What are the five conditions that gave rise to the New Hollywood (here defined as post-1975)?
1. A new generation of filmmakers "Movie Brats"
2. new marketing strategies
3. new media ownership and management styles
4. new technologies of sound and image reproduction
5. new delivery systems
What does Elsaesser mean by New Hollywood being defined either as “the different as same” or “the same as different.”
Elsaesser writes, "The 'New Hollywood' of Coppola, Scorses and Altman: is 'new' in opposition to 'old' Hollywood (the different as same: Coppola playing at being a reclusive mogul like Howard Hughes and an 'auteur maudit' like Orson Welles), or is it 'new' in relation to Hollywood assimilating its own opposite (the same as different): Arthure Penn borrowing from Truffaut, Altman from Godard, and so on.
Elsaesser is illustrating a way to compare old and new Hollywood. Was this new breed of filmmakers simply a reflection or those from the past or were they really doing something different only to be assimilated into the Hollywood system.
Elsaesser argues that unlike in Europe, where ruptures in realism were found in art-cinema, in Hollywood ruptures in realism were found in “minor genres and debased modes.” What genre in particular is he talking about? In what ways do you find ruptures in realism in this genre?
Elsaesser is referring to 'B-movies' like the sci-fi film, the 'creature-feature' or monster film, and the many other variations on the horror film. The horror film especially permitted deviations and transgressions of the representational norm. In contrast to maintaining a coherent diegetic world and the rule of narrative causality, horror films almost by definition disrupt the cause and effect patterns of such classical devices as shot/reverse shot, continuity and reverse field editing in order to create a sense of mystery, of the unexpected, of surprise, inconruity and horror, misleading the viewer by withholding information or keeping the causal agent, the monster, offscreen for as long as possible.
How is the sound/image relationship in horror films fundamentally different than other classical genres?
Elsaesser explains the use of sound and image as synchronized in classical hollywood perfectly reproduces the question /answer pattern of linear narrative. The horror film emphasizes the presence of sound in order that the absence of its source becomes localized by the min more vividly and more like a fantasm.
How do allusions in Bram Stoker’s Dracula function like a mise-en-abyme?
Elsaesser cites the commentary on commentary found in Coppola's pulp fiction of story telling. No less than sixty titles are referenced, thirty plus Dracula films and a dense intertextuality of others like Lumiere's Arrival of a Train (1985), Epstein's The Fall of the House of Usher (1928), Cocteau's La Belle et La Bete (1945), Kurosawa's Throne of Blood (1928), and the list goes on. The layering of interpretation of Stoker's Dracula through each of these intertextual references creates a sort of infinite reflection of the original text.
Good mise-en-abyme image. Memento is also relevant to question #8.
ReplyDelete#5: It's not just an infinite reflection of the original text, it's that the intertexual references also reflect each other (and comment on each other) into infinite regress.
Take a crack at #8, which will be important if you're still writing on I'm Not There.
Re: in class reference: Genres do play a role in Dracula, as you point out, but Elsaesser is also talking about tensions between modes of representation in both 1897 and 1992.
ReplyDeleteI'd recommend trying the last question for Week 10 to get more practice putting Elsaesser in your own words.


_Task item_
Write out the data that follows exactly, keeping every picture out.

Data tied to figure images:
•••
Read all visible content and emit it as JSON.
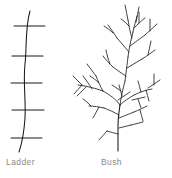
{
  "figure": {
    "background_color": "#ffffff",
    "stroke_color": "#1a1a1a",
    "caption_color": "#8a8a8a",
    "items": [
      {
        "id": "ladder",
        "label": "Ladder",
        "description": "curved vertical spine with five horizontal rungs",
        "rung_count": 5,
        "spine": "M 30,11 C 25,28 27,46 25,64 C 23,82 26,100 25,118 C 24,133 22,143 19,152",
        "rungs": [
          "M 14,26 L 45,26",
          "M 12,56 L 43,56",
          "M 11,83 L 42,83",
          "M 12,110 L 44,110",
          "M 11,138 L 42,138"
        ]
      },
      {
        "id": "bush",
        "label": "Bush",
        "description": "fractal branching shrub with a vertical trunk and recursive twigs",
        "trunk": "M 118,151 L 118,126 C 118,118 119,112 120,105",
        "branches": [
          "M 120,105 C 116,99 110,95 103,91",
          "M 103,91 C 95,88 86,86 78,85",
          "M 92,89 C 89,84 86,80 83,76",
          "M 86,87 C 83,90 80,93 77,96",
          "M 103,91 C 100,86 98,81 96,76",
          "M 96,76 C 93,72 90,68 87,64",
          "M 99,83 C 96,80 93,78 90,76",
          "M 120,105 C 124,101 129,98 134,95",
          "M 134,95 C 140,92 146,90 152,89",
          "M 141,92 C 140,88 139,85 138,81",
          "M 146,90 C 147,94 148,97 149,101",
          "M 120,105 C 121,97 123,89 125,81",
          "M 125,81 C 126,73 127,65 128,57",
          "M 128,57 C 129,48 131,40 133,32",
          "M 133,32 C 134,26 136,21 137,16",
          "M 126,76 C 121,73 117,70 113,67",
          "M 113,67 C 109,63 106,60 103,56",
          "M 110,64 C 108,59 107,55 106,50",
          "M 127,68 C 132,65 137,62 142,59",
          "M 142,59 C 147,56 151,53 155,50",
          "M 148,55 C 149,50 150,46 151,41",
          "M 129,52 C 125,47 121,43 117,38",
          "M 117,38 C 114,33 111,29 108,25",
          "M 113,33 C 110,30 107,28 104,26",
          "M 130,46 C 135,42 140,39 145,35",
          "M 145,35 C 149,31 153,28 157,24",
          "M 150,31 C 150,27 150,23 150,19",
          "M 132,38 C 130,32 129,26 128,20",
          "M 128,20 C 127,15 126,10 125,5",
          "M 129,26 C 126,23 124,21 121,19",
          "M 134,28 C 138,24 141,21 145,18",
          "M 139,23 C 139,19 139,16 139,12",
          "M 136,22 C 137,17 138,12 139,7",
          "M 119,115 C 114,112 109,110 104,108",
          "M 104,108 C 99,107 94,106 89,106",
          "M 99,107 C 97,111 95,114 93,118",
          "M 119,118 C 124,116 129,114 134,112",
          "M 134,112 C 139,110 143,108 147,106",
          "M 140,110 C 141,114 142,117 143,121",
          "M 119,128 C 123,127 127,126 131,125",
          "M 131,125 C 135,124 139,123 143,122",
          "M 118,134 C 114,133 110,132 107,131",
          "M 107,131 C 104,134 102,137 99,140",
          "M 118,100 C 122,97 126,95 130,92",
          "M 122,96 C 121,92 120,89 119,85",
          "M 121,91 C 118,89 115,87 112,85",
          "M 132,100 C 136,99 141,98 145,97",
          "M 138,99 C 139,102 140,105 141,108",
          "M 148,88 C 152,85 156,83 160,80",
          "M 154,85 C 154,81 154,78 154,74",
          "M 82,85 C 79,82 76,79 73,76",
          "M 82,85 C 79,88 77,91 74,94",
          "M 91,106 C 88,103 86,101 83,99"
        ]
      }
    ]
  }
}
•••
_Exercise result_
Read all visible content and emit it as JSON.
{
  "figure": {
    "background_color": "#ffffff",
    "stroke_color": "#1a1a1a",
    "caption_color": "#8a8a8a",
    "items": [
      {
        "id": "ladder",
        "label": "Ladder",
        "description": "curved vertical spine with five horizontal rungs",
        "rung_count": 5,
        "spine": "M 30,11 C 25,28 27,46 25,64 C 23,82 26,100 25,118 C 24,133 22,143 19,152",
        "rungs": [
          "M 14,26 L 45,26",
          "M 12,56 L 43,56",
          "M 11,83 L 42,83",
          "M 12,110 L 44,110",
          "M 11,138 L 42,138"
        ]
      },
      {
        "id": "bush",
        "label": "Bush",
        "description": "fractal branching shrub with a vertical trunk and recursive twigs",
        "trunk": "M 118,151 L 118,126 C 118,118 119,112 120,105",
        "branches": [
          "M 120,105 C 116,99 110,95 103,91",
          "M 103,91 C 95,88 86,86 78,85",
          "M 92,89 C 89,84 86,80 83,76",
          "M 86,87 C 83,90 80,93 77,96",
          "M 103,91 C 100,86 98,81 96,76",
          "M 96,76 C 93,72 90,68 87,64",
          "M 99,83 C 96,80 93,78 90,76",
          "M 120,105 C 124,101 129,98 134,95",
          "M 134,95 C 140,92 146,90 152,89",
          "M 141,92 C 140,88 139,85 138,81",
          "M 146,90 C 147,94 148,97 149,101",
          "M 120,105 C 121,97 123,89 125,81",
          "M 125,81 C 126,73 127,65 128,57",
          "M 128,57 C 129,48 131,40 133,32",
          "M 133,32 C 134,26 136,21 137,16",
          "M 126,76 C 121,73 117,70 113,67",
          "M 113,67 C 109,63 106,60 103,56",
          "M 110,64 C 108,59 107,55 106,50",
          "M 127,68 C 132,65 137,62 142,59",
          "M 142,59 C 147,56 151,53 155,50",
          "M 148,55 C 149,50 150,46 151,41",
          "M 129,52 C 125,47 121,43 117,38",
          "M 117,38 C 114,33 111,29 108,25",
          "M 113,33 C 110,30 107,28 104,26",
          "M 130,46 C 135,42 140,39 145,35",
          "M 145,35 C 149,31 153,28 157,24",
          "M 150,31 C 150,27 150,23 150,19",
          "M 132,38 C 130,32 129,26 128,20",
          "M 128,20 C 127,15 126,10 125,5",
          "M 129,26 C 126,23 124,21 121,19",
          "M 134,28 C 138,24 141,21 145,18",
          "M 139,23 C 139,19 139,16 139,12",
          "M 136,22 C 137,17 138,12 139,7",
          "M 119,115 C 114,112 109,110 104,108",
          "M 104,108 C 99,107 94,106 89,106",
          "M 99,107 C 97,111 95,114 93,118",
          "M 119,118 C 124,116 129,114 134,112",
          "M 134,112 C 139,110 143,108 147,106",
          "M 140,110 C 141,114 142,117 143,121",
          "M 119,128 C 123,127 127,126 131,125",
          "M 131,125 C 135,124 139,123 143,122",
          "M 118,134 C 114,133 110,132 107,131",
          "M 107,131 C 104,134 102,137 99,140",
          "M 118,100 C 122,97 126,95 130,92",
          "M 122,96 C 121,92 120,89 119,85",
          "M 121,91 C 118,89 115,87 112,85",
          "M 132,100 C 136,99 141,98 145,97",
          "M 138,99 C 139,102 140,105 141,108",
          "M 148,88 C 152,85 156,83 160,80",
          "M 154,85 C 154,81 154,78 154,74",
          "M 82,85 C 79,82 76,79 73,76",
          "M 82,85 C 79,88 77,91 74,94",
          "M 91,106 C 88,103 86,101 83,99"
        ]
      }
    ]
  }
}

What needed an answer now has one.